Awakened - Laura Elliott

Believing in an idea put forward in a science-fiction story is a matter of investment and putting aside preconceived ideas. Real life experience of a pandemic, the increasing evidence of climate change, lockdowns and some recent political events have certainly forced people to re-evaluate the possibility of a breakdown of society and adapting to life in a post-apocalyptic world. I initially found it difficult to put aside a sense of disbelief with the premise behind the disaster that has occurred in Awakened, but having seen how science, business and politics have twisted ideas of moral behaviour in the name of expedience, productivity and growth, it's perhaps not so far-fetched after all.

The principle behind Awakened is that society has significantly "changed", or to put it another way, completely broken down due to an ill-advised experiment with sleeplessness. Considering that the scientific knowledge of the benefits and necessity of sleep is already out there and beyond any dispute, and that the effects of sleep deprivation are well-known and experienced regularly by many unfortunate people and probably everyone at one time or another, it seems unlikely that any corporation would develop a drug to ensure that humans can exist and effectively double the productivity of their lives without having to waste downtime sleeping.

But that's exactly what has happened when the Orex Corporation received FDA approval - surely it could not have passed stringent health and safety requirements and thorough testing? - to roll out a programme where an inserted neuralchip allows users to go without sleep - at least for significant periods of time. It has been tested first on soldiers for the benefits it would undoubtedly offer the military, which is sort of half-way believable. Needless to say its wider use in the general public has all gone horribly wrong by the start of Awakened. It takes a little time to understand how and why, but the immediate situation we find ourselves in is with a small group of scientists holed up in the Tower of London at the behest of an 'Anonymous Billionaire'. They are currently conducting tests on a "subject", presumably in search of a cure or at least a better idea of what they are facing, because the scale of the problem in the world outside soon becomes clear.

As for why this wasn't tested thoroughly, well the rationale is actually a good one, that the tests were done on increased lengths of sleeplessness time, but considering what we already know about the sleep deprivation, no-one thought that anyone would ever consider total sleeplessness. There is however, as we have learned, always someone willing to do the unthinkable for their own benefit. "Human greed has always outstripped human needs", Thea observes at one point. The science and testing might appear be lacking rigour in the use of these neuralchips, but there is enough here to give benefit of doubt and consider instead the wider implications. Those implications as depicted here in Awakened are scary.

But we have to wait to really get any idea of the impact and scale of the problem of the Sleepless. Thea, one of the scientists in the Tower of London, is the narrator here and between philosophising on the nature of science and society and revisiting memories, is haunted by visions and hallucinations and dreams of her mother who was one of the first to fall to the sleeping sickness. Gradually we begin to piece together some clues about what is happening outside from an interview she conducts with one of the two new subjects who have turned up at the Tower. They are not typical of the feral population that now lives outside, but not human as we know it either. Could humans or the Sleepless possibly have evolved to a new stage?

Laura Elliott's writing - though her troubled narrator - rarely confronts events directly. While the reader might want to know more about the apocalyptic horrors in the outside world, the author avoids sensationalism and instead uses parallels, historical examples and Thea's own thoughts and experiences to probe at the underlying moral and social questions. At a certain stage in her interviews with Vladimir, you wonder who is really being examined, which one exhibits the truer response of human nature. There is not much in the way of conventional plot as such, no development and very little conventional character development. The other scientists are clearly defined but it's hard to really sympathise or relate to them, restricted as we are by Thea's growing unease with what is going on around her and her inability to relate to them.

The writing however is more revealing than we might think and it's not short on incident or shocks either. Little by little, we gain a gradual picture of the slow progress of a scientists' study and discovery (and not getting very far), but at the same time the novel expands outwards (or possibly inwards), gaining weight by the accumulation of detail, drawing you deeper into it, intriguing like a waking dream. Whether it resolves itself in a realistic or satisfactory way, or whether it succumbs itself to a withdrawal from any familiar reality will depend on the reader's expectations, but the direction of travel - in terms of how and why this happened - already indicates an outcome that we might just have to come to terms with based on what we know of humanity now and what to expect of it in the future.


Reading notes: Awakened by Laura Elliott is published by Angry Robot on the 10th June 2025. My thanks to the publisher and NetGalley for the advance eBook copy for review. For the sake of  not introducing spoilers the last lines of the review might appear ambiguous, I think the book is terrific in how it develops, I didn't like how it ended, but in many respects, the conclusion is perhaps inevitable.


### Task item
Please set down the data again exactly, minus the pictures.
[Opening Provided data section]
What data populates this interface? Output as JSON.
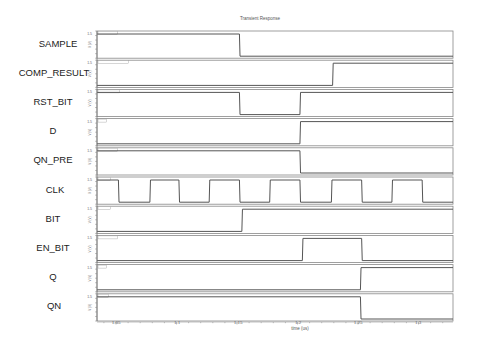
{
  "chart_data": {
    "type": "line",
    "title": "Transient Response",
    "xlabel": "time (us)",
    "ylabel": "V (V)",
    "xlim": [
      1.0343,
      1.3285
    ],
    "x_ticks": [
      1.05,
      1.1,
      1.15,
      1.2,
      1.25,
      1.3
    ],
    "x_tick_labels": [
      "1.05",
      "1.1",
      "1.15",
      "1.2",
      "1.25",
      "1.3"
    ],
    "grid": false,
    "legend": "none (per-panel signal name labels on left)",
    "style": "stacked digital timing diagram, 10 panels",
    "y_levels": {
      "low": 0,
      "high": 1.5
    },
    "series": [
      {
        "name": "SAMPLE",
        "initial": 1,
        "transitions": [
          1.152
        ]
      },
      {
        "name": "COMP_RESULT",
        "initial": 0,
        "transitions": [
          1.229
        ]
      },
      {
        "name": "RST_BIT",
        "initial": 1,
        "transitions": [
          1.152,
          1.202
        ]
      },
      {
        "name": "D",
        "initial": 0,
        "transitions": [
          1.202
        ]
      },
      {
        "name": "QN_PRE",
        "initial": 1,
        "transitions": [
          1.202
        ]
      },
      {
        "name": "CLK",
        "initial": 1,
        "transitions": [
          1.052,
          1.078,
          1.102,
          1.127,
          1.152,
          1.177,
          1.202,
          1.228,
          1.253,
          1.278,
          1.303
        ]
      },
      {
        "name": "BIT",
        "initial": 0,
        "transitions": [
          1.154
        ]
      },
      {
        "name": "EN_BIT",
        "initial": 0,
        "transitions": [
          1.204,
          1.253
        ]
      },
      {
        "name": "Q",
        "initial": 0,
        "transitions": [
          1.252
        ]
      },
      {
        "name": "QN",
        "initial": 1,
        "transitions": [
          1.252
        ]
      }
    ]
  },
  "labels": {
    "title": "Transient Response",
    "xlabel": "time (us)",
    "ylabel": "V (V)",
    "signals": [
      "SAMPLE",
      "COMP_RESULT",
      "RST_BIT",
      "D",
      "QN_PRE",
      "CLK",
      "BIT",
      "EN_BIT",
      "Q",
      "QN"
    ],
    "ticks": [
      "1.05",
      "1.1",
      "1.15",
      "1.2",
      "1.25",
      "1.3"
    ]
  },
  "colors": {
    "trace": "#555555",
    "frame": "#888888",
    "text": "#222222"
  }
}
[Closing Provided data section]
### Answer section
What data populates this interface? Output as JSON.
{
  "chart_data": {
    "type": "line",
    "title": "Transient Response",
    "xlabel": "time (us)",
    "ylabel": "V (V)",
    "xlim": [
      1.0343,
      1.3285
    ],
    "x_ticks": [
      1.05,
      1.1,
      1.15,
      1.2,
      1.25,
      1.3
    ],
    "x_tick_labels": [
      "1.05",
      "1.1",
      "1.15",
      "1.2",
      "1.25",
      "1.3"
    ],
    "grid": false,
    "legend": "none (per-panel signal name labels on left)",
    "style": "stacked digital timing diagram, 10 panels",
    "y_levels": {
      "low": 0,
      "high": 1.5
    },
    "series": [
      {
        "name": "SAMPLE",
        "initial": 1,
        "transitions": [
          1.152
        ]
      },
      {
        "name": "COMP_RESULT",
        "initial": 0,
        "transitions": [
          1.229
        ]
      },
      {
        "name": "RST_BIT",
        "initial": 1,
        "transitions": [
          1.152,
          1.202
        ]
      },
      {
        "name": "D",
        "initial": 0,
        "transitions": [
          1.202
        ]
      },
      {
        "name": "QN_PRE",
        "initial": 1,
        "transitions": [
          1.202
        ]
      },
      {
        "name": "CLK",
        "initial": 1,
        "transitions": [
          1.052,
          1.078,
          1.102,
          1.127,
          1.152,
          1.177,
          1.202,
          1.228,
          1.253,
          1.278,
          1.303
        ]
      },
      {
        "name": "BIT",
        "initial": 0,
        "transitions": [
          1.154
        ]
      },
      {
        "name": "EN_BIT",
        "initial": 0,
        "transitions": [
          1.204,
          1.253
        ]
      },
      {
        "name": "Q",
        "initial": 0,
        "transitions": [
          1.252
        ]
      },
      {
        "name": "QN",
        "initial": 1,
        "transitions": [
          1.252
        ]
      }
    ]
  },
  "labels": {
    "title": "Transient Response",
    "xlabel": "time (us)",
    "ylabel": "V (V)",
    "signals": [
      "SAMPLE",
      "COMP_RESULT",
      "RST_BIT",
      "D",
      "QN_PRE",
      "CLK",
      "BIT",
      "EN_BIT",
      "Q",
      "QN"
    ],
    "ticks": [
      "1.05",
      "1.1",
      "1.15",
      "1.2",
      "1.25",
      "1.3"
    ]
  },
  "colors": {
    "trace": "#555555",
    "frame": "#888888",
    "text": "#222222"
  }
}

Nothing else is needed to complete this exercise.